Is Men's Wearhouse going out of business?
No. Tailored Brands (the parent of Men's Wearhouse and Jos. A. Bank) filed for Chapter 11 bankruptcy on August 2, 2020 during the pandemic and emerged that December -- the plan was court-confirmed on November 13, 2020 -- after eliminating about $686 million in debt.1 Men's Wearhouse remains stable, operating more than 630 stores nationwide per its own 2025 press release.3 The brand is fine -- the question is whether it offers the best value, not whether it will exist.
What is the best alternative to Men's Wearhouse for a big guy?

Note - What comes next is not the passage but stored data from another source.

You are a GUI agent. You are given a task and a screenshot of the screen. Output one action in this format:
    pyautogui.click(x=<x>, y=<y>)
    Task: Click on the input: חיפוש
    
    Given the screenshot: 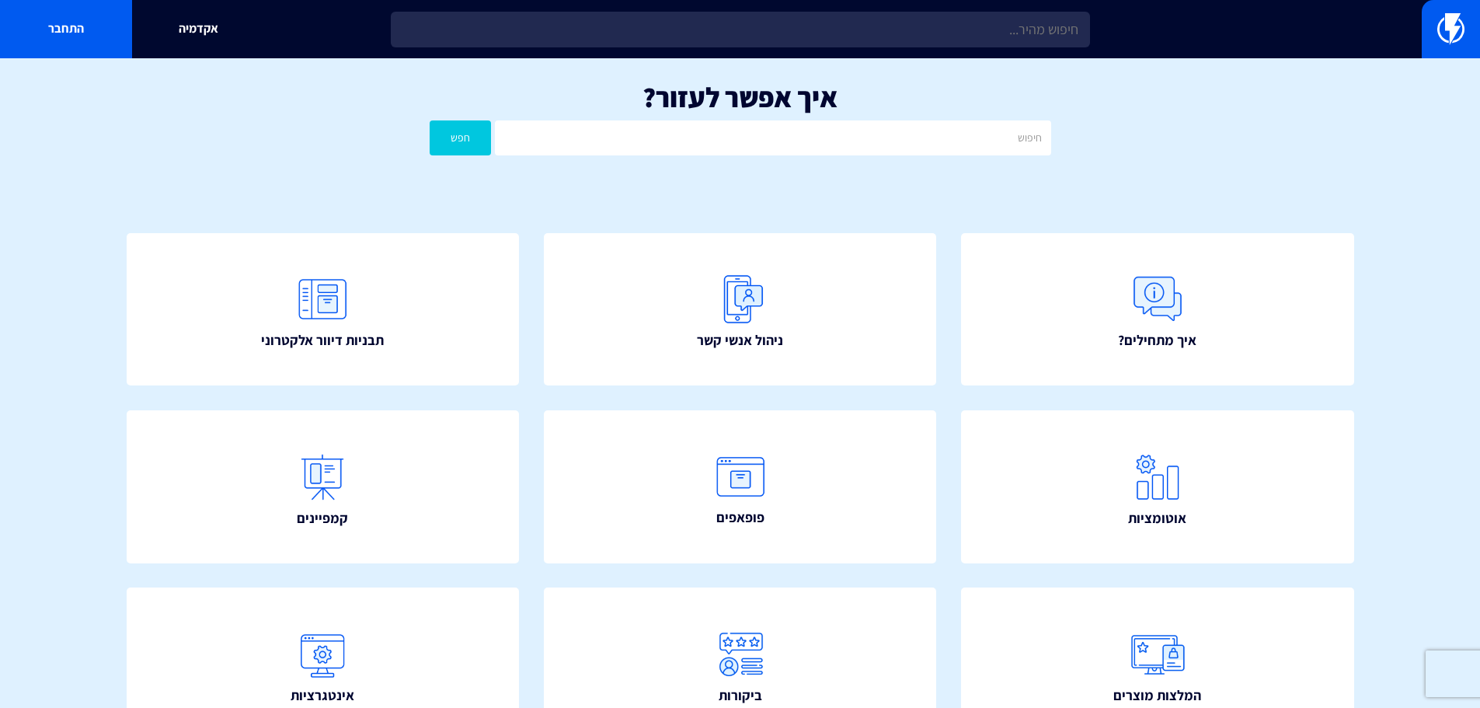 What is the action you would take?
    pyautogui.click(x=772, y=138)
    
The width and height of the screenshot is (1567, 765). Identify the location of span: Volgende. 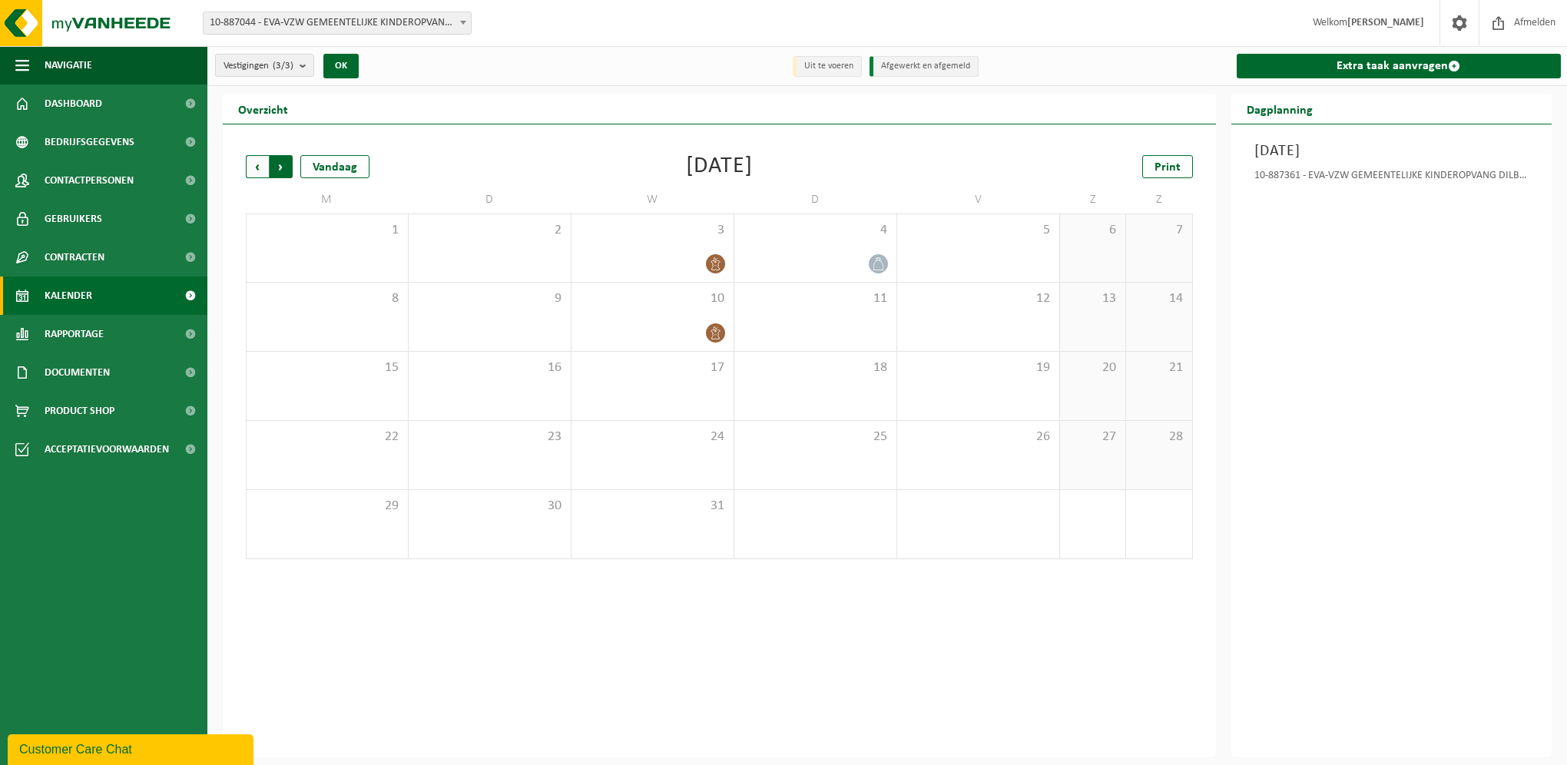
(281, 167).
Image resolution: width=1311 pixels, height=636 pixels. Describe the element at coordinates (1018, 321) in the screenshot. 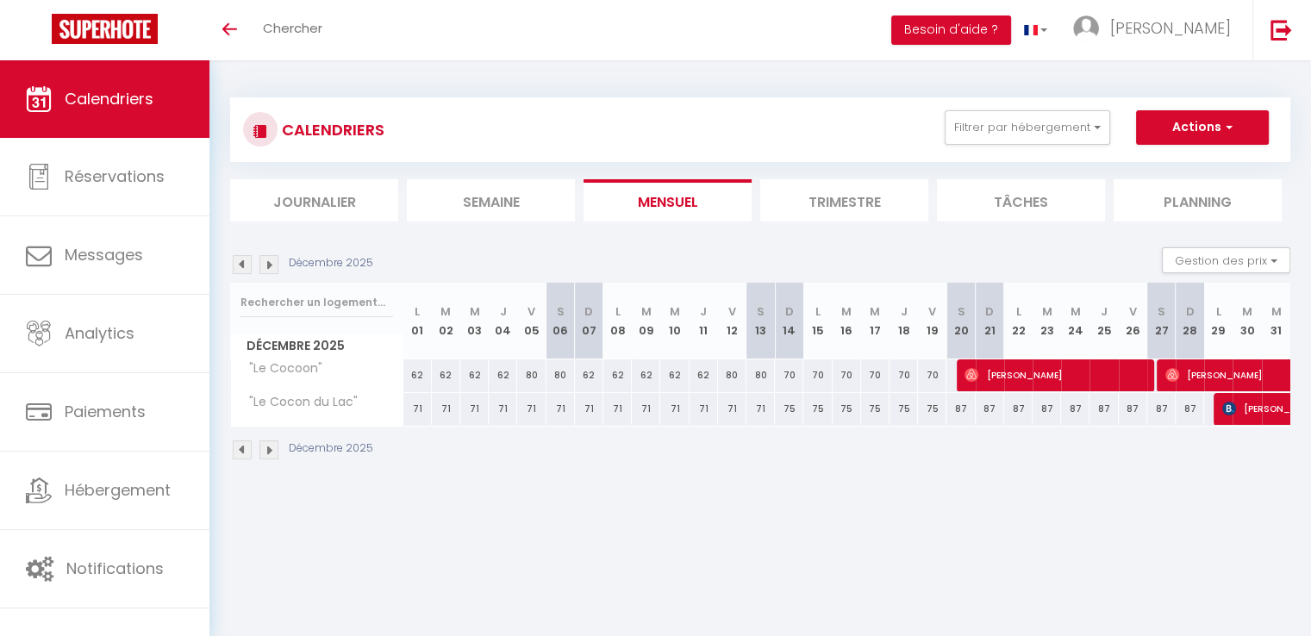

Custom, without question. Off-the-rack suits in the US are cut to statistical averages that exclude many body types -- drop-8 athletic builds, longer torsos, broader shoulders. A custom tailor drafts the pattern from your measurements, eliminating the fit compromises OTR forces. Nathan Tailors has made suits for clients from 5'2" to 6'9", 130 lbs to 380 lbs, no surcharge. See how a suit should actually fit for what to look for.
Sources and methodology
The market and corporate facts in this guide are linked to primary sources -- the US International Trade Commission on Vietnam's apparel-import share, WWD on the Tailored Brands bankruptcy, Men's Wearhouse's own 2025 press release on store count and its American Bespoke line, and apparel-industry pricing references for the markup math. Prices for competitors reflect publicly listed 2026 figures and shift with promotions; verify current pricing before you buy. Full list below.
The Bottom Line
If you are searching for "cheaper alternative to Men's Wearhouse" in 2026, you have five legitimate paths. Ranked by honest total value: (1) remote Vietnam custom, (2) Jos. A. Bank on sale, (3) department store brand basics, (4) Indochino MTM, (5) thrift plus alteration. The best pick depends on how much time you have. If you have three or more weeks, remote custom is almost always the right answer on both price and quality. If you have less than 72 hours, Men's Wearhouse itself -- at full inflated cost -- is actually the right answer.
For path (1) specifically, our bespoke suits and custom tailored suits page lays out the three pricing tiers -- entry $149, house $249-$349, premium $399-$499 -- with the construction and fabric details at each level so you can compare directly against what Men's Wearhouse offers at the same price band.
Ready to see what custom looks like? Pick a fabric, try our guided measurement app, or message us on WhatsApp at +84 905 311 273. No pressure, no upsell -- just an honest quote.